Norwegian electronic artist Sea Change has just announced her new album ‘INSIDE‘ is set for release Nov 15th. The first single from the record “STEPPING OUT” is streaming online now.
The album’s lead single “STEPPING OUT” is vivid and disjointed, presenting an ambiguous narrative that explores what it might mean to transform into an animal, breaking free from the restraints of humanity: “My new body can set me free / My lean muscles do the work / I let my skin turn into fur.”
2015’s Breakage LP, the debut album from Norway’s Sea Change, felt drenched in Nordic atmosphere, that somewhat implacable magic found in so much of the region’s music. Veining its way through the record in ways both bold and beautiful, it produced shimmering pop soundscapes that felt full of natural life and adventure. INSIDE, Sea Change’s brand new album, set to be released in November, is an altogether different beast.
Just as the landscape that surrounded her debut album had such a profound effect on the finished piece, so to does it do so here, only this time the environment is significantly altered. Gone are the bright and wide-open spaces of its predecessor, swapped for the dark, mysterious, often claustrophobic realms of the city and the underground spaces that offer dark illumination for the abstract fringes of society.
Written during a time of significant change, INSIDE found Ellen Sunde breaking free from her constraints. Having relocated to Berlin, that singular city of hedonism and unrest, she also spent significant time amid the bright lights of LA, where the arts district is less-pronounced but just as stimulating. Partly a document of the culture she embraced through this time in the form of techno’s mesmerising club scene & the sexual freedom these clubs provide, the album is also about working through loneliness, discarding inhibitions to carve out a new way of making music, fully challenging herself in the process.
Through its seven tracks, INSIDE bristles with both stark intimacy and a powerful sense of freedom, channelling the energy and state-of-mind of the club scene into something minimal and true to her own work. “When I made this record I tried to channel the same state of mind I have when I go clubbing,” Ellen says. “Not overthinking everything, like I usually do, but instead embracing my impulses; working intuitively, almost anti-intellectual. I learned that that’s where I am able to get to the core of what I need to express and that I just had to trust those decisions.”
For all of its personal exploration, INSIDE is also testament to the strength of collaboration, with Ellen taking her seeds of ideas to co-producer and mixer Andrew Murray who helped flesh out her sketches, fine-tuning the drum machines, analogue synths and pitch-shifted vocals Sunde was embracing for the first time, and completing the new sound with modular textures and club-inspired beats to produce something both focused and mesmerising. The throbbing electronica of “SCRATCH THAT ITCH” is perhaps the record’s boldest moment, offering a radiant joining of tension and temperature. Written as a direct response to the aforementioned nightlife of LA and Berlin, it’s an ode to the spaces that had such a profound on Ellen.
The voice and lyrics found on INSIDE also play a key role in the record’s pattern, but they too are immersed by the overriding atmosphere, unrolling as a stream of consciousness, swirling and unravelling, led by instinct and impulses and often lost to the surrounding noise.
In an essay for Somesuch Stories, writer Amy Liptrott describes her time in Berghain – Berlin’s most notorious club haven – as like being underwater; a disorientating force of throbbing tides and flailing limbs, of the push and the pull, of things lost to the darkest depths. INSIDE often mirrors that same sense of submergence, the pulsing rhythms softened by the dense surroundings, sometimes lost to the waves above and below. Throughout INSIDE there are flashes of colours amid its silvery sheen, occasional sparks of life we don’t always recognise but appear as fascinating indicators of our new environment. Reminders, also, that we too are animals, living somewhere else entirely for a moment, just long enough to remember who we really are- or perhaps to just lose ourselves entirely.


Instructions to follow: All records are to be restated word for word, with pictures excluded.

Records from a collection
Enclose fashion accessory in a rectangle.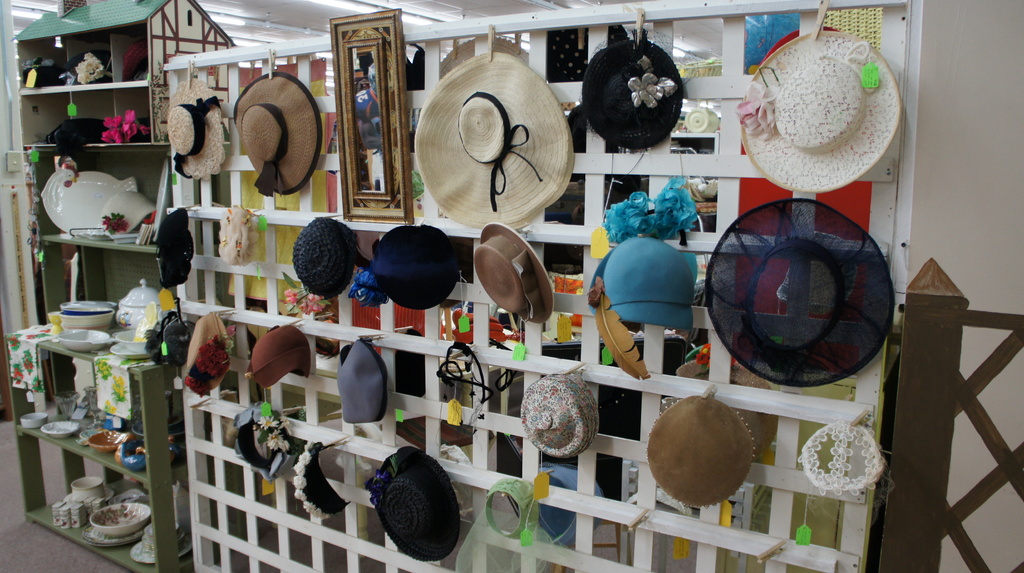
361,444,466,563.
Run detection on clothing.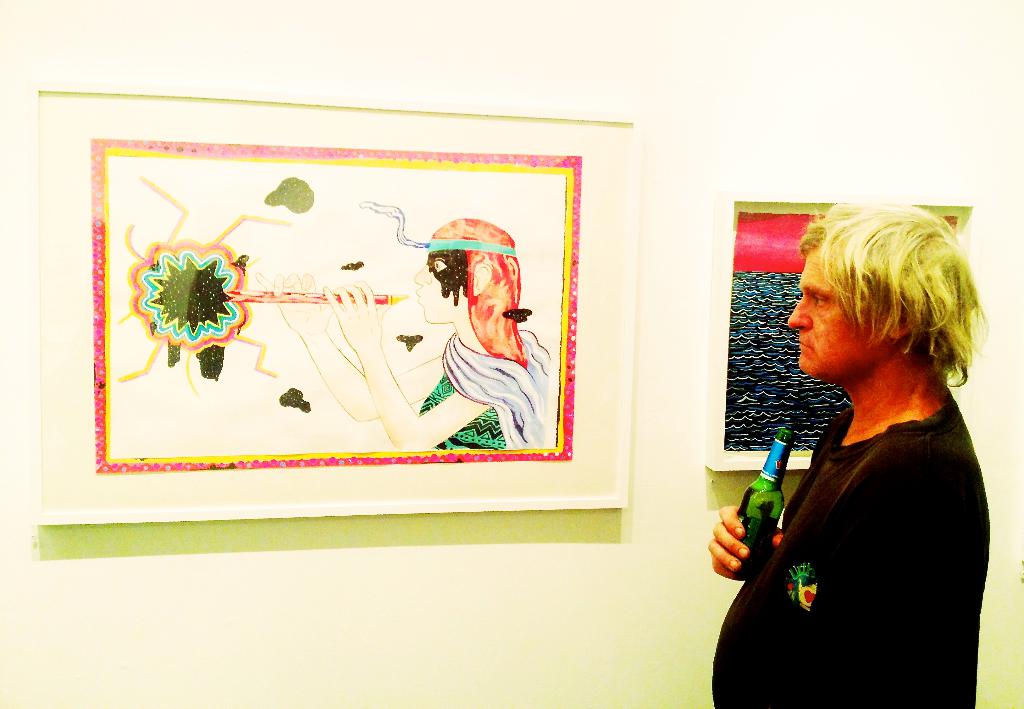
Result: (left=417, top=328, right=543, bottom=452).
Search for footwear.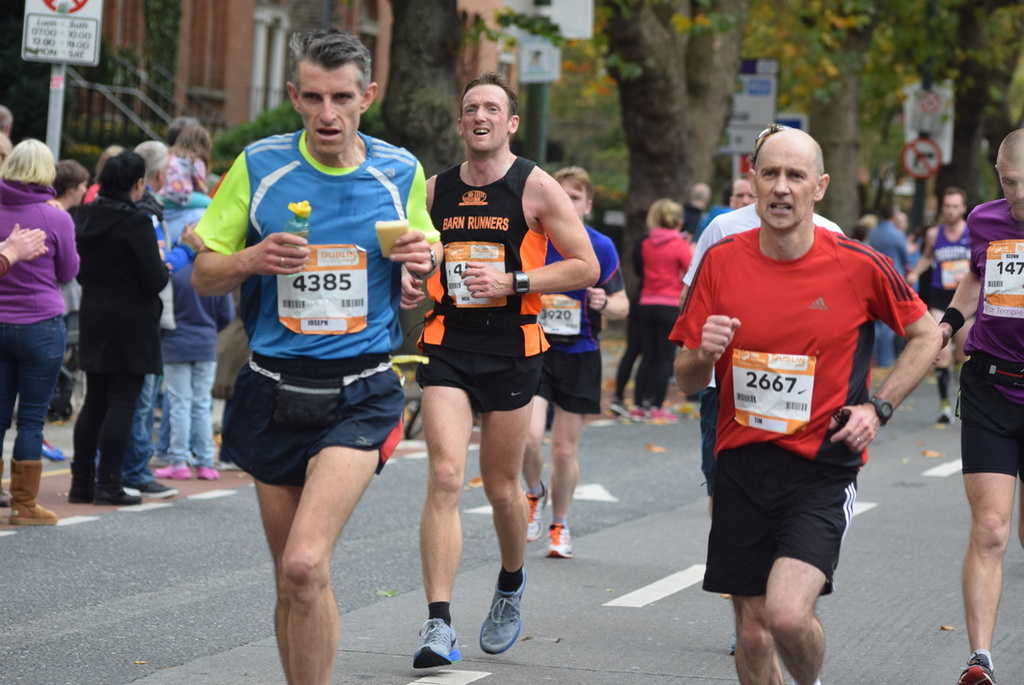
Found at l=413, t=619, r=463, b=666.
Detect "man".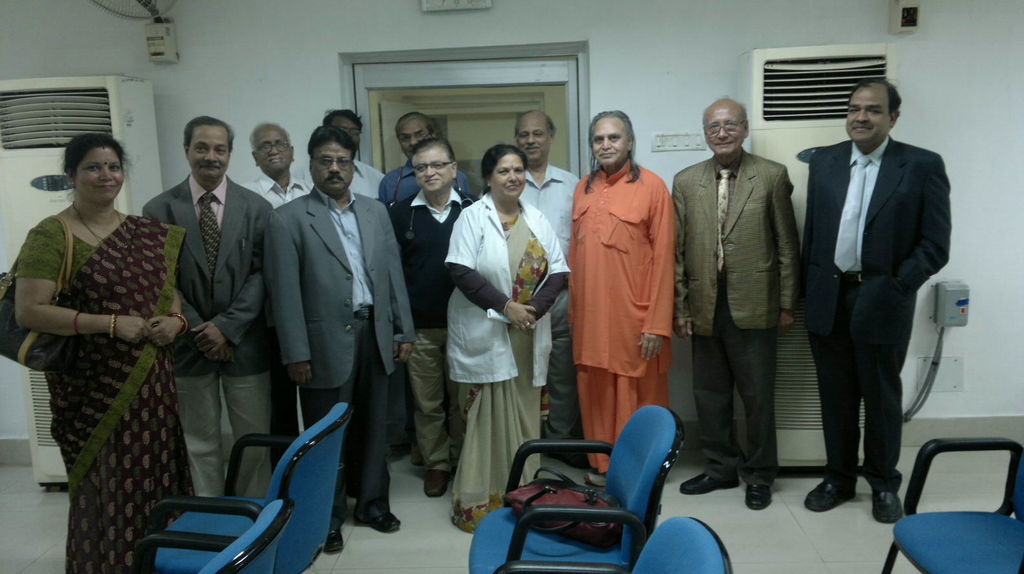
Detected at x1=509 y1=112 x2=584 y2=458.
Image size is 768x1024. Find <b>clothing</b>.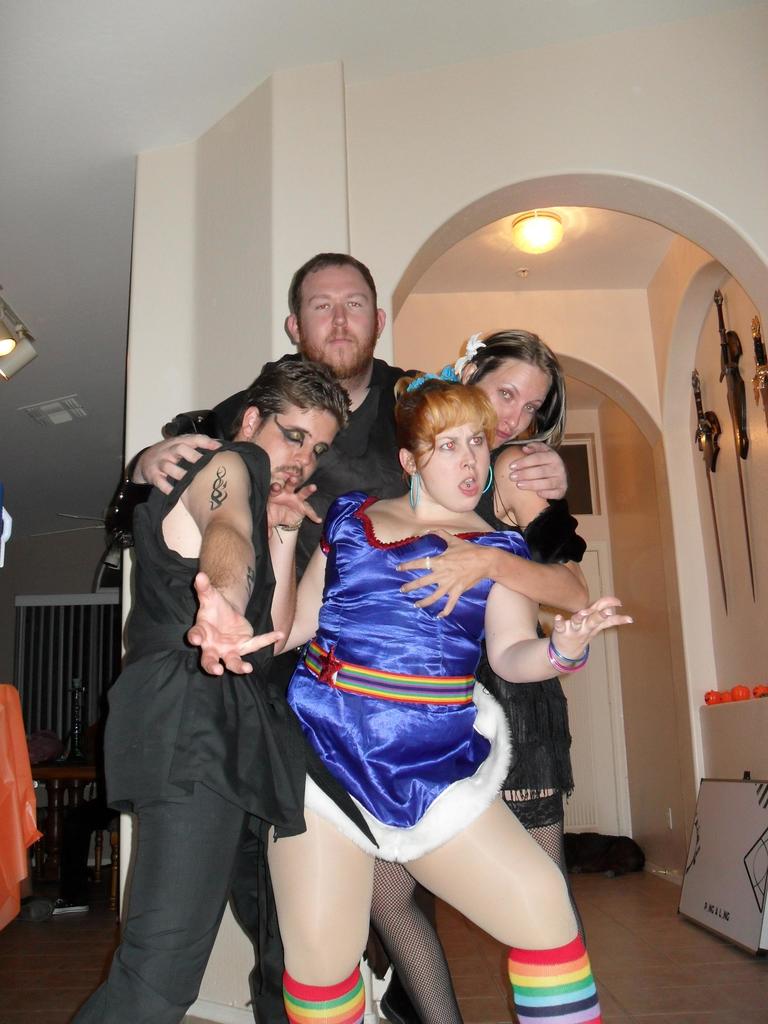
locate(67, 442, 374, 1023).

Response to the task:
Enclose fashion accessory in a rectangle.
361,444,466,563.
Run detection on clothing.
Result: (left=417, top=328, right=543, bottom=452).
Search for footwear.
Found at l=413, t=619, r=463, b=666.
Detect "man".
Detected at x1=509 y1=112 x2=584 y2=458.
Image size is 768x1024. Find <b>clothing</b>.
locate(67, 442, 374, 1023).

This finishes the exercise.